Archive for the 'Interior Work' Category

15
Aug
08

A New Way In.

I’m not sure why the front door was where it was. The driveway leads right up to the center of our house’s facade. The three steps from the driveway to the porch – you guessed it – dead center. The front porch that spans the entire front of the house is wide, deep and inviting in the center, but there’s no door there. The front door was all the way to the right side of our front porch. Worse, once you entered through it you were standing in a teeny room staring straight at our bedroom. To get to anything resembling a living room you had to make a sharp left and squeeze down a hallway that was barely three feet wide.

In early October, we decided to move the front door to a place that made more sense from the outside as well as the inside. We removed a window from the center section of the house, enlarged the opening and installed a brand-new Therma-Tru door that I stained and finished in our garage. Then we removed the old door, closed up the opening and wove in new cedar siding on the exterior.

Then came the interior work. Rob put insulation and a drywall patch in the old door opening. Then I came along and tried to match the “stucco” look that was on the rest of the walls. The previous owner had left all of the old interior paint so we were able to paint and glaze the patch to blend in with the rest of the room. To finish the room, we ripped some 3/4-inch finished plywood into “planks” and wove it into the existing flooring to level the floor where we’d ripped up the entryway tile (see the post “We needed heat!”).

Then we moved on to the room that the entry door was in. The previous owners had used the room as a dining area (I think!) but I had visions of a cozy entry parlor that led to the large kitchen and even larger great room. It took a couple of coats of deep red paint to cover the sponge-painted turquoise/red/gold walls and the southwestern-themed lighting was replaces with simple candlestick wall sconces. The bulky, poorly constructed fireplace mantel was removed to reveal a concrete mantel that was a much nicer scale, but badly stained from previous paint jobs. Rob came up with the idea of spraying the concrete with a couple of coats of textured faux-stone spray paint to cover the stains.

We finally put away the last ladder and drop cloth on Christmas Eve, 2004.

20
Jan
08

We needed heat!

One of the problems that was actually disclosed when we bought the house was that there were broken pipes in the hydronic heating system. So now that we were into the fall, we needed heat.

Rob and the woodburnerThe first – and easiest – fix was the woodburner in the front parlor. The chimney was in great shape but the burner’s blower fan was seized. So while I went looking for the breaks in the pipes, Rob tore into the woodburner. (The stack of boards in the foreground of the photo is the paneling I removed to expose one of the leaks – click on the image to see a bigger version.)

The second leak was under the tile at the front door. We knew basically where it was becauseOne of the broken pipes of the water damage but I wasn’t looking forward to tearing up the tile entryway. It wasn’t fun, but I will say that the water damage did an awful lot for loosening up the glue and thinset!

After we found and repaired the pipes, serviced the furnace and put the woodburner back together, we finally had a warm house – just in time for the nippy fall nights.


AIM OF THE TASK: Write out nothing but the lines from the one containing "Detect <b>footwear</b>." through the last line below, both included, and without the pictures.

(Text-to-region grounding data)
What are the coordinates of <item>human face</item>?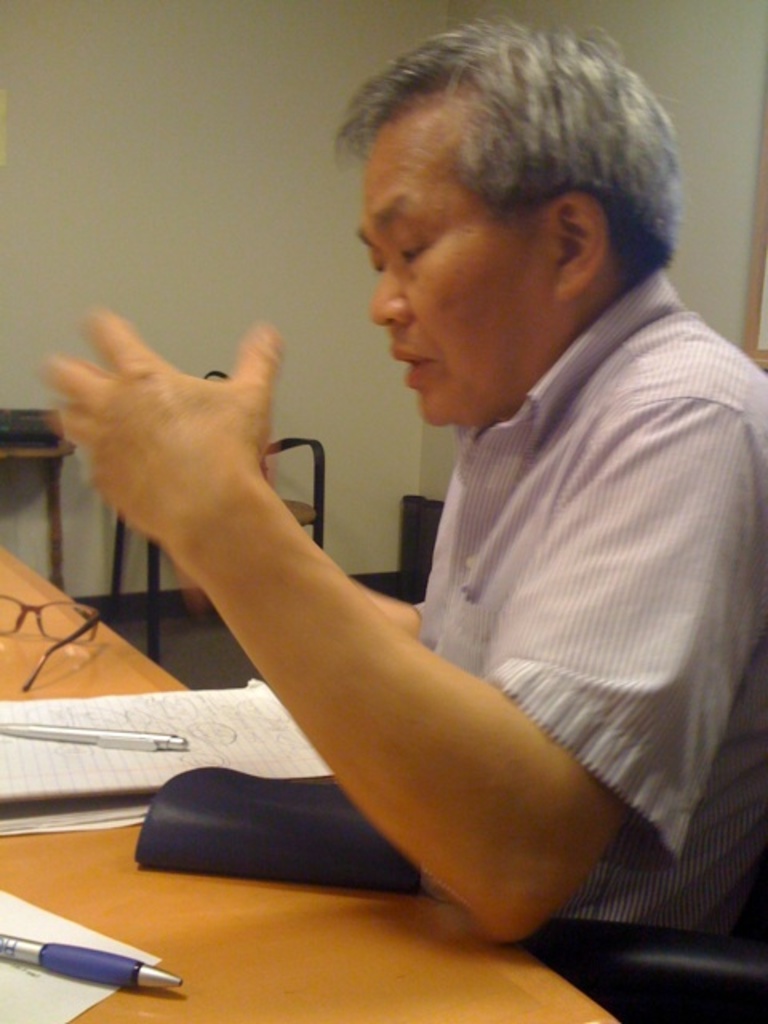
354,126,552,427.
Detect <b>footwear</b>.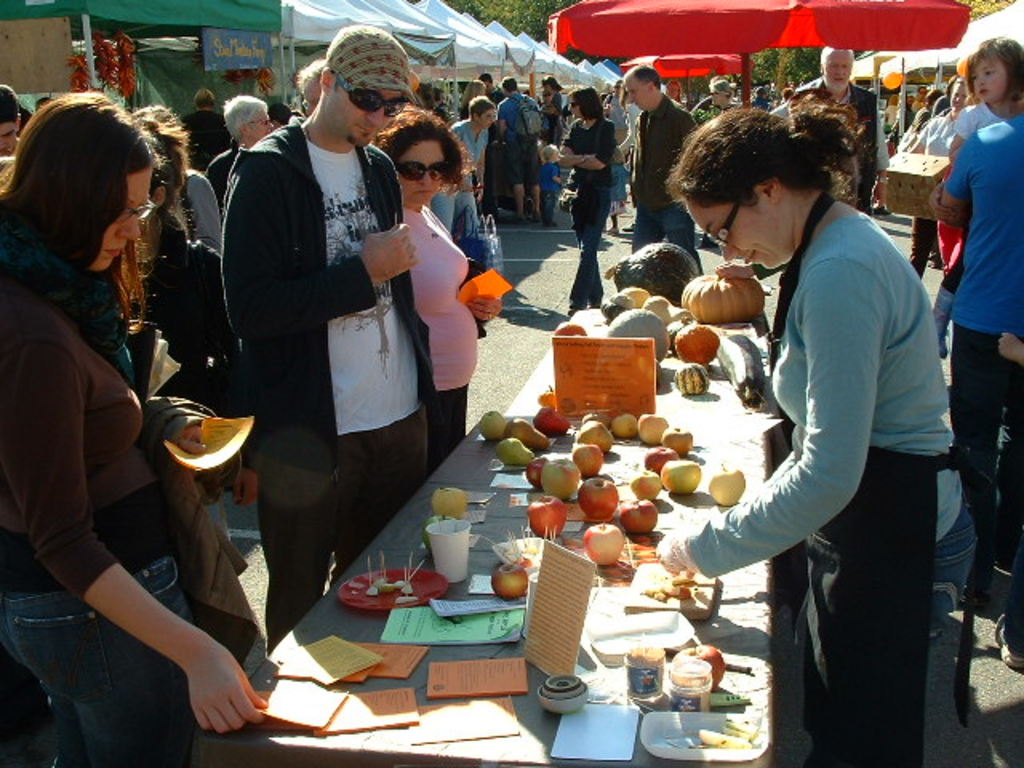
Detected at [624, 224, 632, 230].
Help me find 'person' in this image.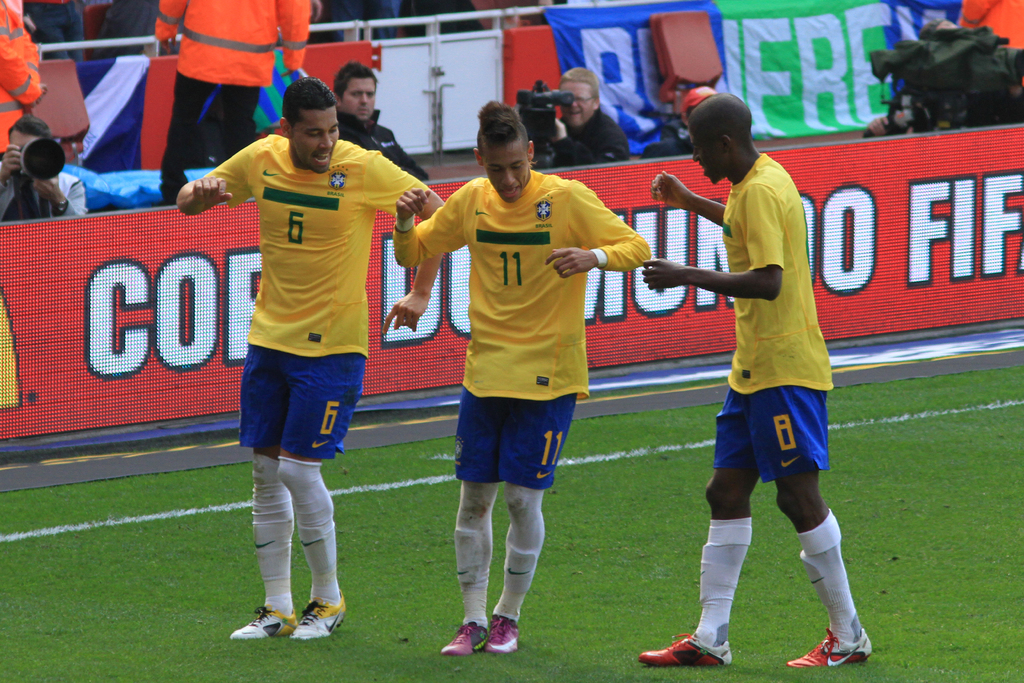
Found it: [26,0,86,63].
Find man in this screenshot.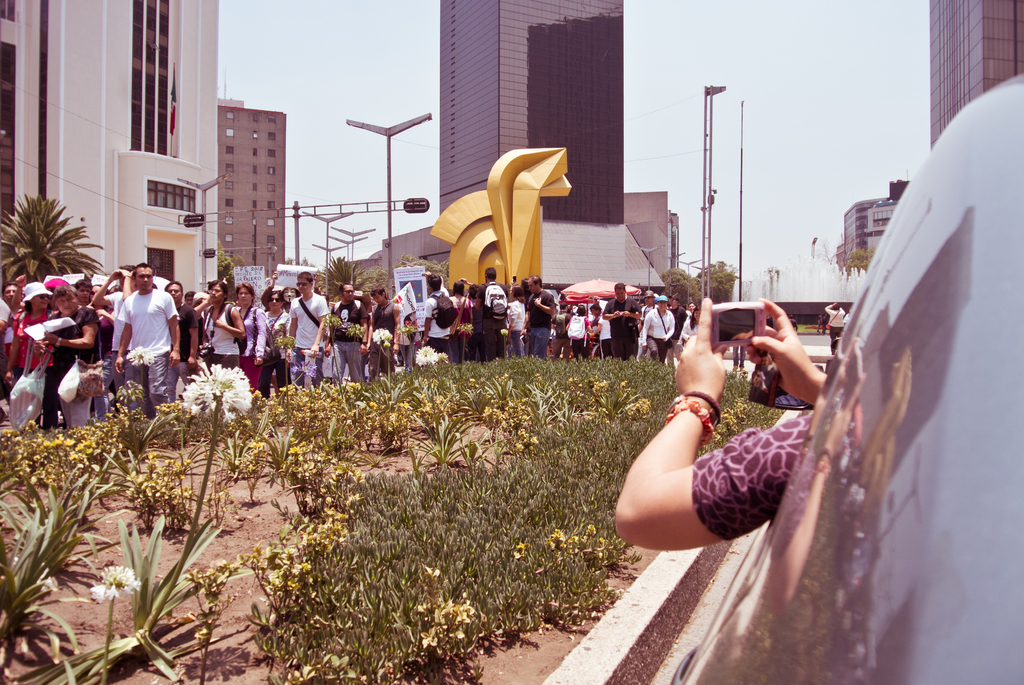
The bounding box for man is <box>1,281,21,353</box>.
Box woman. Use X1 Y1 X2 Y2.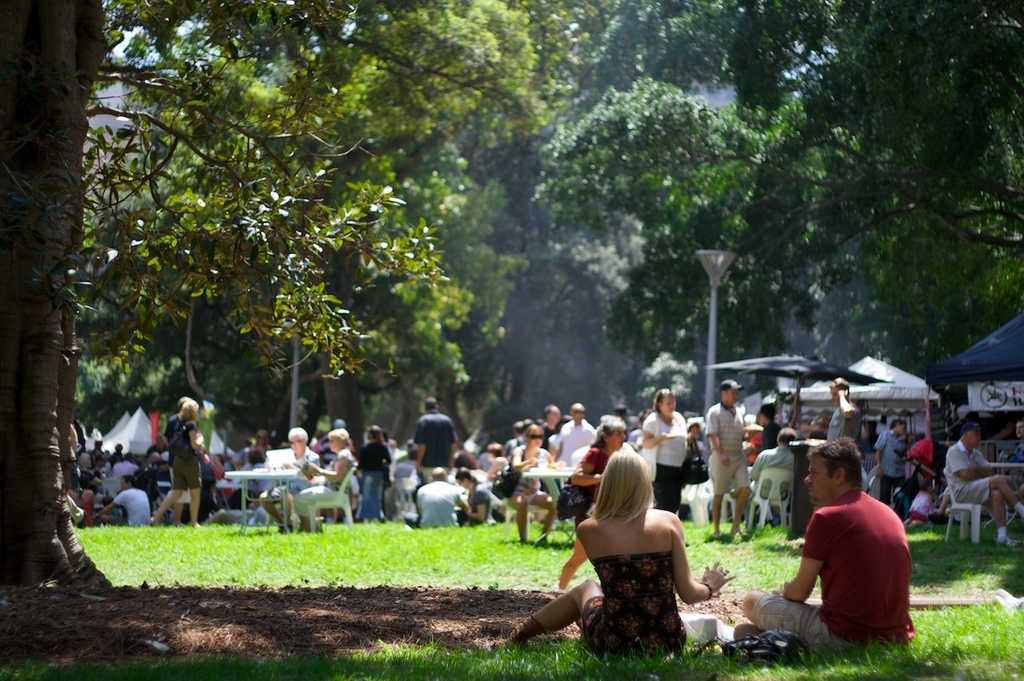
502 447 731 659.
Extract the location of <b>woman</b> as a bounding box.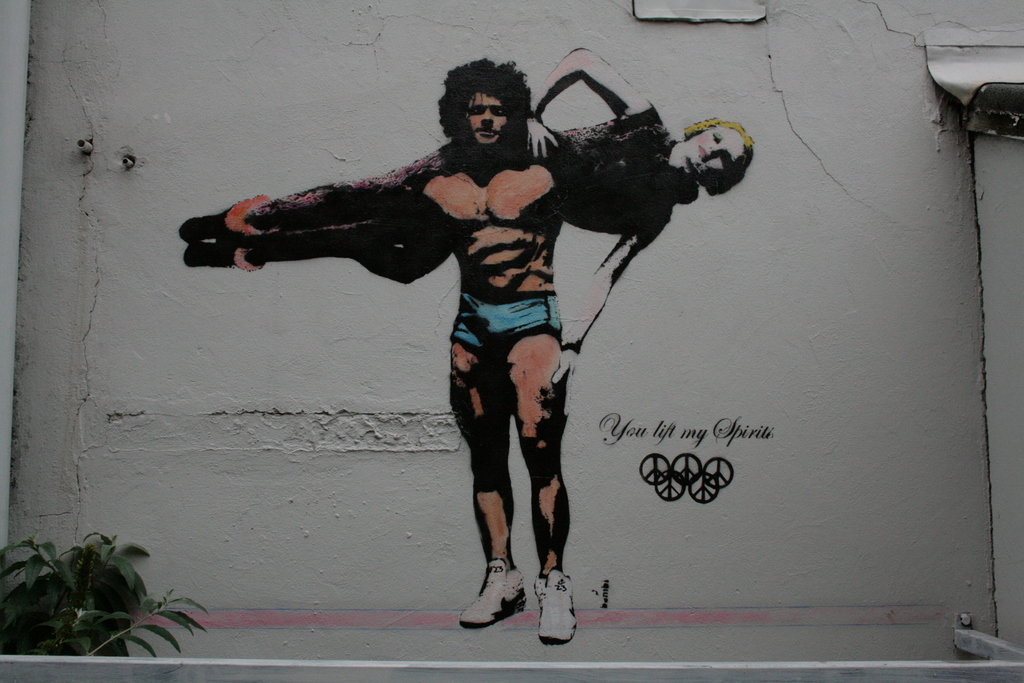
180,47,755,383.
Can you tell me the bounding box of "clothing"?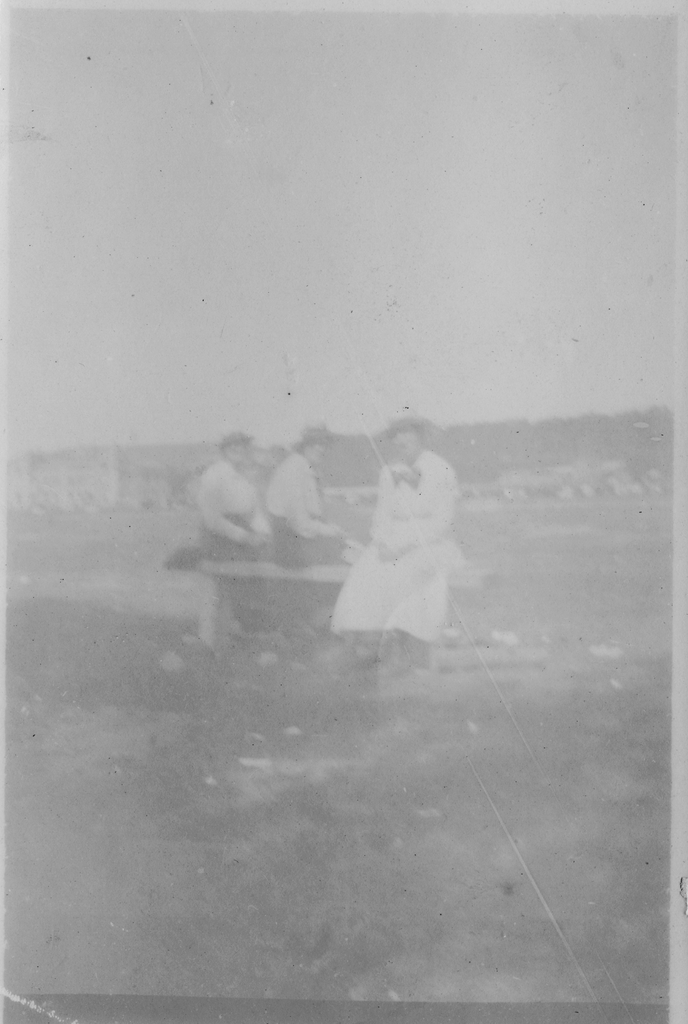
[left=171, top=463, right=267, bottom=568].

SOLUTION TO THE PROBLEM:
Detect <b>footwear</b>.
Detected at [624, 224, 632, 230].
Help me find 'person' in this image.
Found it: [26,0,86,63].
Find man in this screenshot.
The bounding box for man is <box>1,281,21,353</box>.
Box woman. Use X1 Y1 X2 Y2.
502 447 731 659.
Extract the location of <b>woman</b> as a bounding box.
180,47,755,383.
Can you tell me the bounding box of "clothing"?
[left=171, top=463, right=267, bottom=568].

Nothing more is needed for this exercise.